The final write-up bore some, but not much, familiarity to our case – such as we had been allowed to express it. The landlord was allowed to charge his costs on the service charge. Given this was not a s146 case, we were never told which clause of the lease permitted this recharge and since RTM have been advised there is no such clause that we could employ if taken to FTT by a leaseholder.
Such is leasehold. But you have to admire barristers. Just not cricket.
Leaseholder
This is very interesting to read thank you for the accurate synopsis. I am going to put one together myself outlining my experience with FTT. There is something going on here. I am beginning to think that the judge was biased against leaseholders. He kept asking what I would refer to as leading questions. Also little things like absence of accounts, managers failure to comply with RICS code, hell even failure to consult about service charges, were glossed over and did not seem to bother him much.
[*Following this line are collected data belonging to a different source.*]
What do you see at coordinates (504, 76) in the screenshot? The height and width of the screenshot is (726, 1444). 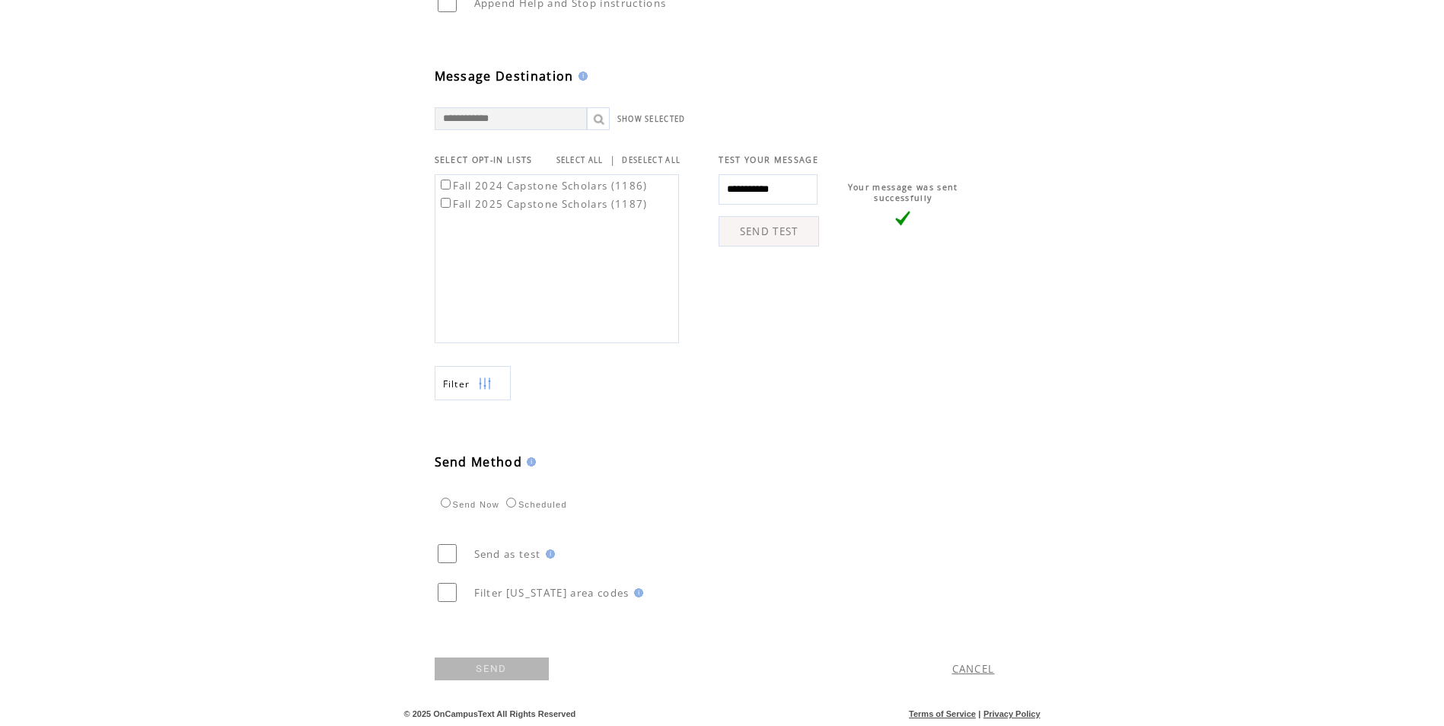 I see `span: Message Destination` at bounding box center [504, 76].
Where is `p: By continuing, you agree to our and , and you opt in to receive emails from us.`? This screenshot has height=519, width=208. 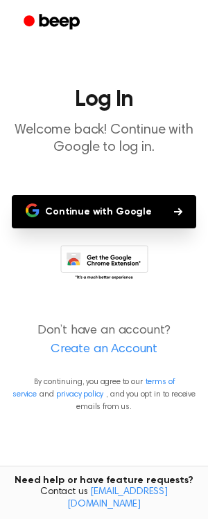
p: By continuing, you agree to our and , and you opt in to receive emails from us. is located at coordinates (104, 395).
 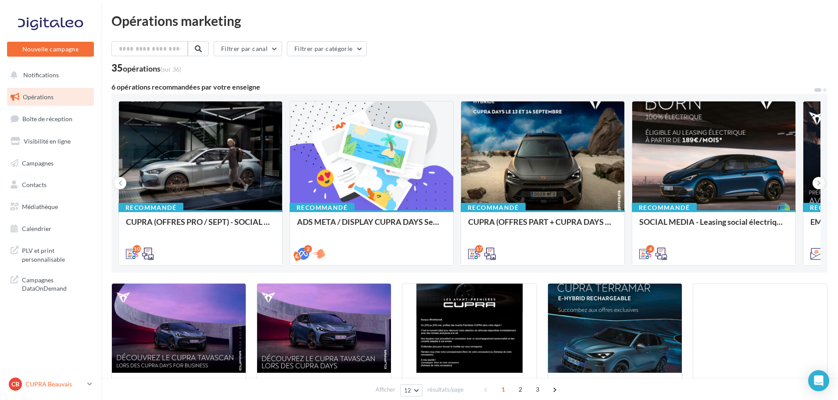 I want to click on span: résultats/page, so click(x=445, y=389).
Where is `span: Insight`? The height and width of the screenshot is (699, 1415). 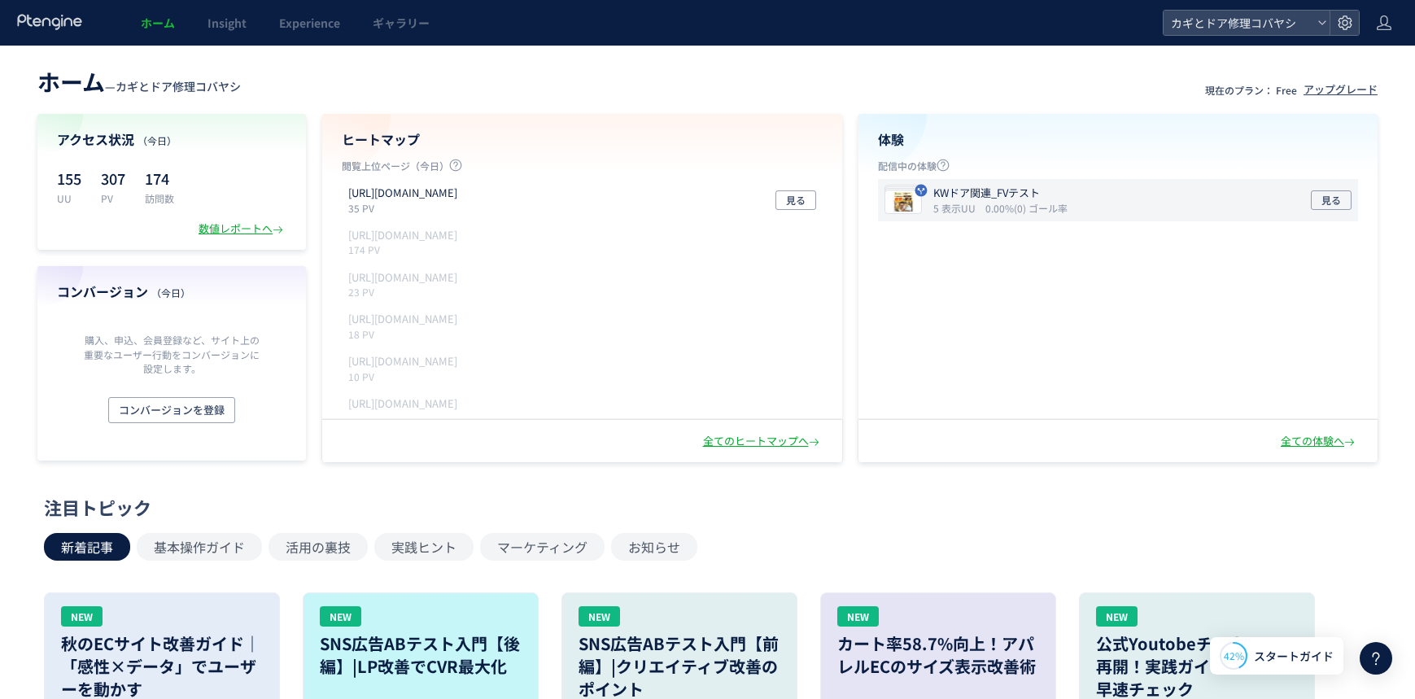 span: Insight is located at coordinates (227, 23).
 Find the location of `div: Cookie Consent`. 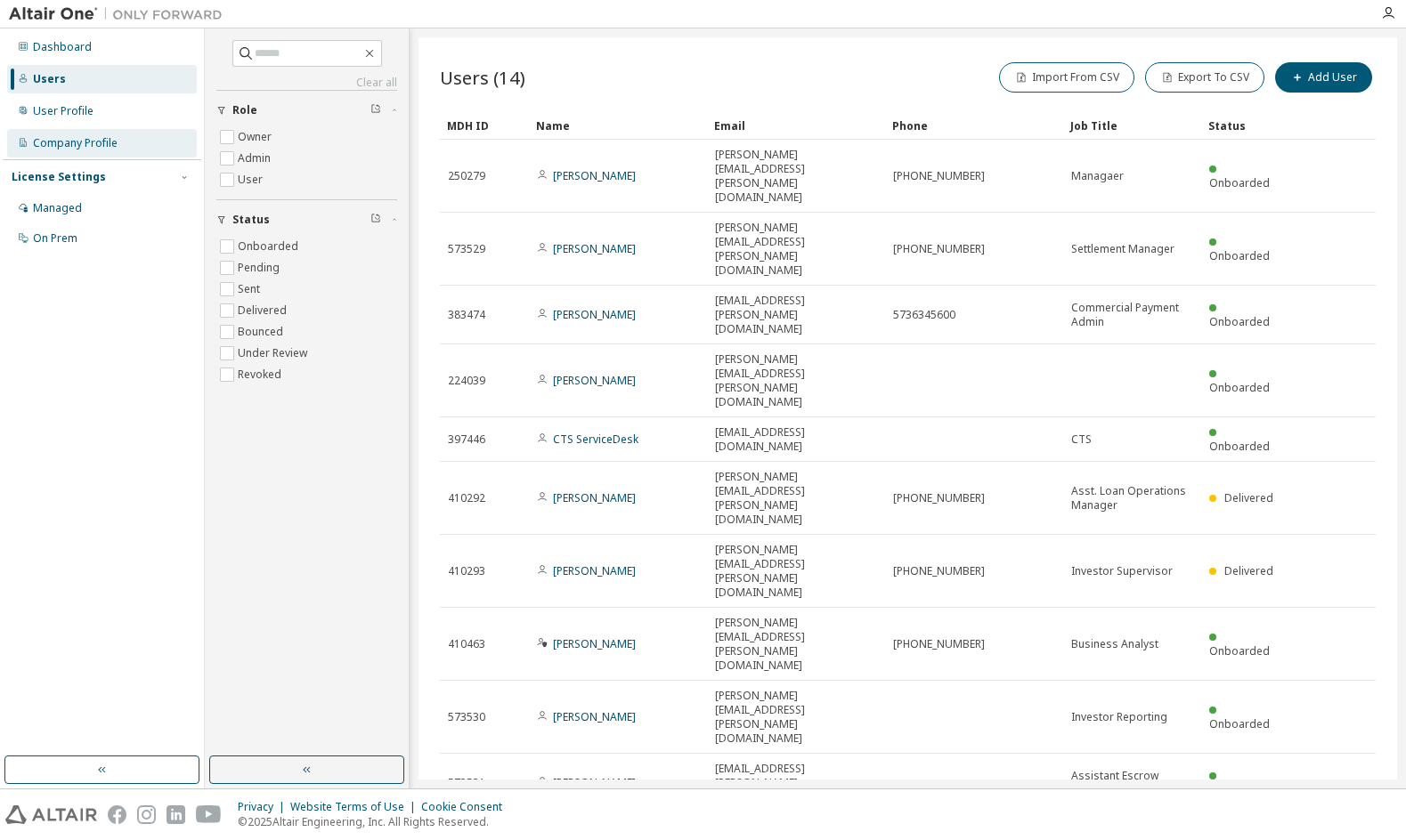

div: Cookie Consent is located at coordinates (467, 807).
I guess if you are a man of the world you’d know there is no point in taking on the freeholder, but the system is there just to pretend that leaseholders have a form of redress.
Kim
Oh Paddy, can I tell a story of utterly disreputable Managing agents’ of even more disreputable. ‘Freeholders being appointed RECEIVER MANGERS by LVT/ FTT. There must have been sleight of hand in appointing these gangsters. CORRUPTION AT PLAY. I will do my upmost to shine a light on this filthy practice!! WATCH OUT!
Kim
To clarify the above post:
I have never been to Tribunal / own a flat in.a shared Freehold property which has been managed in house for 20+ yrs. we employed a ‘managing property agent’ in 2014. In my view this outfit is as bent as a corkscrew. Blimey, have they picked the wrong gal- YES!
Michael Epstein
Let us not forget, that some of the most “respected” trade bodies actually arrange seminars for managing agents/freeholders to better present their case before a tribunal.
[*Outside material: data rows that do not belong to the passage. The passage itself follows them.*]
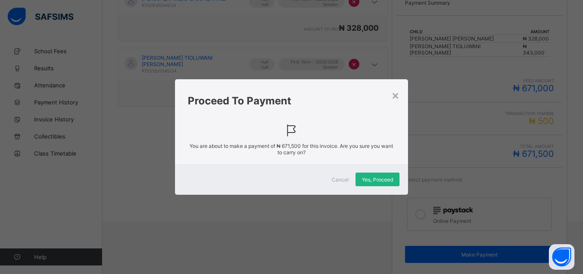 The height and width of the screenshot is (274, 583). I want to click on span: Yes, Proceed, so click(377, 180).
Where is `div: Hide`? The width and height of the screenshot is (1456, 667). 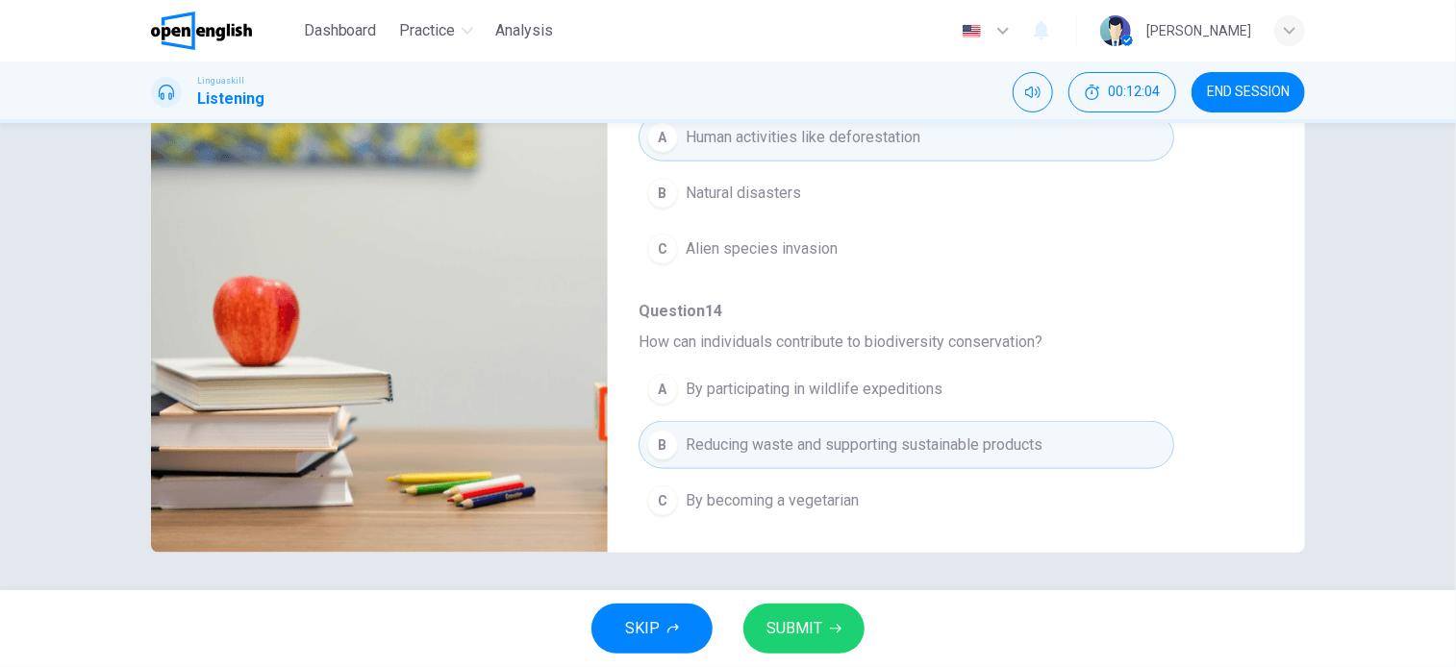
div: Hide is located at coordinates (1122, 92).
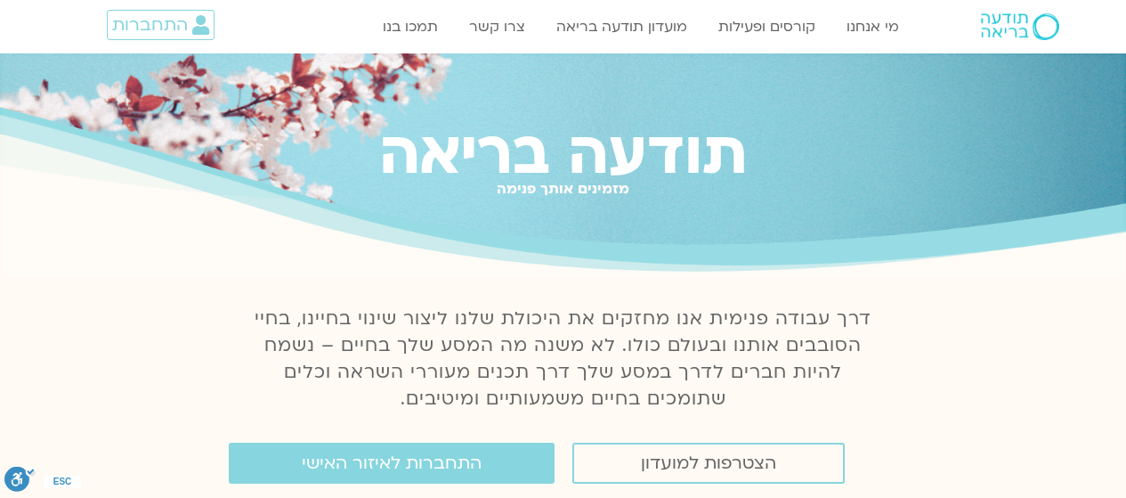 The width and height of the screenshot is (1126, 498). I want to click on a: מי אנחנו, so click(872, 27).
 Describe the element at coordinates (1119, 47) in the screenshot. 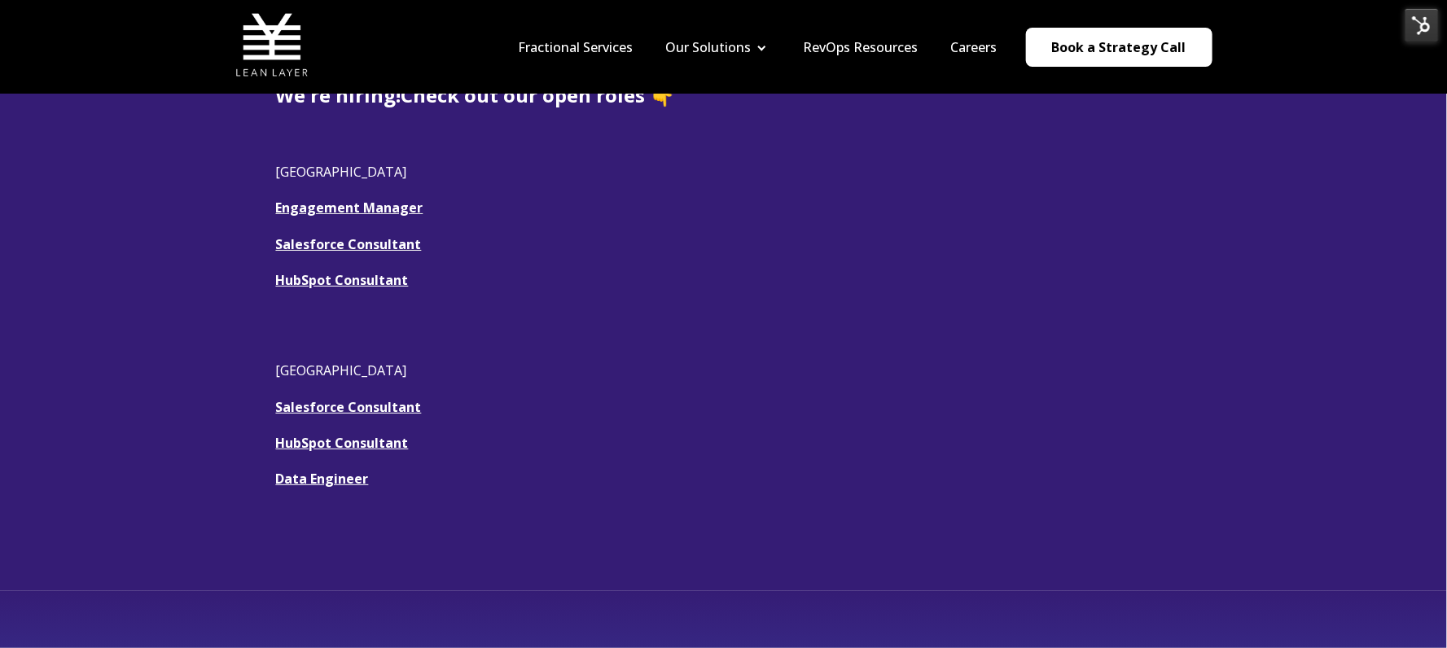

I see `a: Book a Strategy Call` at that location.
Let us not forget the deliberate tactic employed by managing agents/freeholders to produce vast quantities of documents immediately before any hearing (If this happens request an adjournment, do not fall for the Judge is going to look more favourably on me if I go ahead argument)
Let us not either forget the case of Benjamin Mire who sat on the same tribunal panel that was listed to hear cases against his firm Trust Property Management until Colin Dennard, a brilliant and principled resident, challenged this and got the cases moved..
Kim
Exactamundo Mr Epstein! I commented in a previous post that these so call “Respected” trade bodies are as much use as a eunuch in a harem/ orgy take yer pick.I am also utterly bewildered that ‘Managing agents who have been severely reprimanded at Tribunal are subsequently appointed receiver manager to other properties albeit under a differen guise. HOW is that allowed to happen. Stooge directors perhaps? It is like putting Herod in charge of a kindergarten.. It must stop!
Paddy
Reassuring comments (47 as of now) below Mr Howarth’s article on Conservative Home, compared to many BTL under any Guardian article on leasehold!
Generally positive comments (if you are a leaseholder) with a minority view that you get what you buy and, interestingly, the circular line that leasehold is the only way to manage flats because commonhold did not take off. Hardly the fault of commonhold.